Emmanuel Gustin wrote:
There was a 'Preston-Green' ventral gun mount for a .50 in gun,
which was widespread until the installation of H2S radar
required its removal. Many units improvised other ventral gun
mounts. A simple clear-vision panel, with or without gun, was
a much better solution than the available turrets.
I am reading R. Wallace Clarke's book "British Aircraft Armamant", and
he says that the Preston Green under defence mounting was fitted to all
Halifax Mk III's. Aircraft production was outstripping radar set
production, so it was gun or nothing, not gun or H2S. When H2S
production ramped up, the turrets were replaced by radar scanners.
Some Halifaxes and Lancasters had ventral turrets, but the
Boulton Paul 'R' and the Frazer-Nash FN.64 were of the
retractable periscope-sighted kind and therefore rather useless
even by day. (Coastal Command nevertheless had the FN.64
turret installed on its Halifaxes.)
Can you say what your source is for this, please? According to Clarke,
HP aircraft never seem to have had FN turrets (save for the Harrow).

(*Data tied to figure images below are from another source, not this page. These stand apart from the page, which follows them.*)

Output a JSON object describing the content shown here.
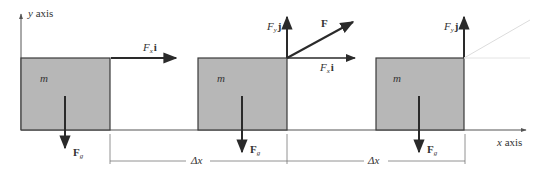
{
  "diagram": {
    "axes": {
      "y_label": "y axis",
      "x_label": "x axis"
    },
    "colors": {
      "box_fill": "#b7b7b7",
      "box_stroke": "#3a3a3a",
      "arrow": "#2a2a2a",
      "faint": "#dcdcdc",
      "background": "#ffffff"
    },
    "blocks": [
      {
        "mass_label": "m",
        "weight_label": {
          "main": "F",
          "sub": "g"
        },
        "forces": [
          {
            "type": "horizontal",
            "main": "F",
            "sub": "x",
            "unit": "i"
          }
        ]
      },
      {
        "mass_label": "m",
        "weight_label": {
          "main": "F",
          "sub": "g"
        },
        "forces": [
          {
            "type": "vertical",
            "main": "F",
            "sub": "y",
            "unit": "j"
          },
          {
            "type": "resultant",
            "main": "F"
          },
          {
            "type": "horizontal",
            "main": "F",
            "sub": "x",
            "unit": "i"
          }
        ]
      },
      {
        "mass_label": "m",
        "weight_label": {
          "main": "F",
          "sub": "g"
        },
        "forces": [
          {
            "type": "vertical",
            "main": "F",
            "sub": "y",
            "unit": "j"
          }
        ]
      }
    ],
    "displacements": [
      {
        "label": "Δx"
      },
      {
        "label": "Δx"
      }
    ]
  }
}
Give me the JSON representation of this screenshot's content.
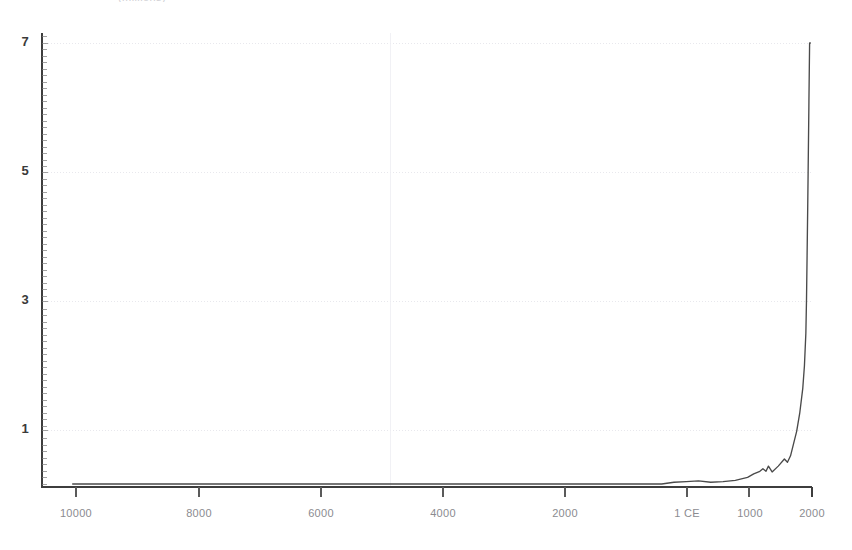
{
  "figure": {
    "cut_off_title": "(millions)",
    "background_color": "#ffffff",
    "line_color": "#4a4a4a",
    "axis_color": "#3d3d3d",
    "grid_color": "#e2e2e8",
    "tick_label_color": "#8b8b90"
  },
  "chart_data": {
    "type": "line",
    "title": "",
    "xlabel": "",
    "ylabel": "",
    "xlim": [
      -10500,
      2050
    ],
    "ylim": [
      0,
      7.35
    ],
    "grid": true,
    "legend": "none",
    "y_ticks": [
      1,
      3,
      5,
      7
    ],
    "y_tick_labels": [
      "1",
      "3",
      "5",
      "7"
    ],
    "x_ticks": [
      -10000,
      -8000,
      -6000,
      -4000,
      -2000,
      1,
      1000,
      2000
    ],
    "x_tick_labels": [
      "10000",
      "8000",
      "6000",
      "4000",
      "2000",
      "1 CE",
      "1000",
      "2000"
    ],
    "series": [
      {
        "name": "World population",
        "x": [
          -10000,
          -9500,
          -9000,
          -8500,
          -8000,
          -7500,
          -7000,
          -6500,
          -6000,
          -5500,
          -5000,
          -4500,
          -4000,
          -3500,
          -3000,
          -2500,
          -2000,
          -1500,
          -1000,
          -800,
          -500,
          -400,
          -200,
          1,
          200,
          400,
          600,
          800,
          1000,
          1100,
          1200,
          1250,
          1300,
          1340,
          1400,
          1500,
          1600,
          1650,
          1700,
          1750,
          1800,
          1850,
          1900,
          1927,
          1950,
          1960,
          1970,
          1980,
          1987,
          1999,
          2000,
          2011,
          2020,
          2023
        ],
        "values": [
          0.004,
          0.004,
          0.005,
          0.005,
          0.005,
          0.006,
          0.007,
          0.008,
          0.01,
          0.012,
          0.015,
          0.02,
          0.028,
          0.04,
          0.05,
          0.065,
          0.072,
          0.085,
          0.1,
          0.11,
          0.15,
          0.162,
          0.19,
          0.2,
          0.21,
          0.19,
          0.2,
          0.22,
          0.265,
          0.32,
          0.36,
          0.4,
          0.36,
          0.44,
          0.35,
          0.44,
          0.55,
          0.5,
          0.6,
          0.79,
          0.98,
          1.26,
          1.65,
          2.0,
          2.5,
          3.0,
          3.7,
          4.45,
          5.0,
          6.0,
          6.1,
          7.0,
          7.0,
          7.0
        ],
        "units": "billions"
      }
    ]
  }
}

Coastal Command made use of the FN77 Leigh Light, a modified FN25 under
turret, in its Wellingtons.
The 'low-drag' FN.21A
apparently fitted to some early Manchesters and Lancasters
was a retractable dustbin turret with extending 'shoes' to
accomodate the feet and legs of the gunner, which must have
resulted in a truly enormous amount of drag when lowered.
According to Clarke, the FN21a was only fitted to Manchesters. The FN64
(derived from the FN60 fitted to Blenheims) was fitted to early
Lancasters, and refitted to four of 5 Group's squadrons in June 1944 for
daylight raids (replacing the H2S scanner).
Lowering the dustbin under-turret apparantly produced a marked change in
trim, and a gunner described the experience of manning one as like
getting into a refrigerator with the lights out.
All accounts seem to agree that the only successful ventral defence
mounting was the Sperry ball turret.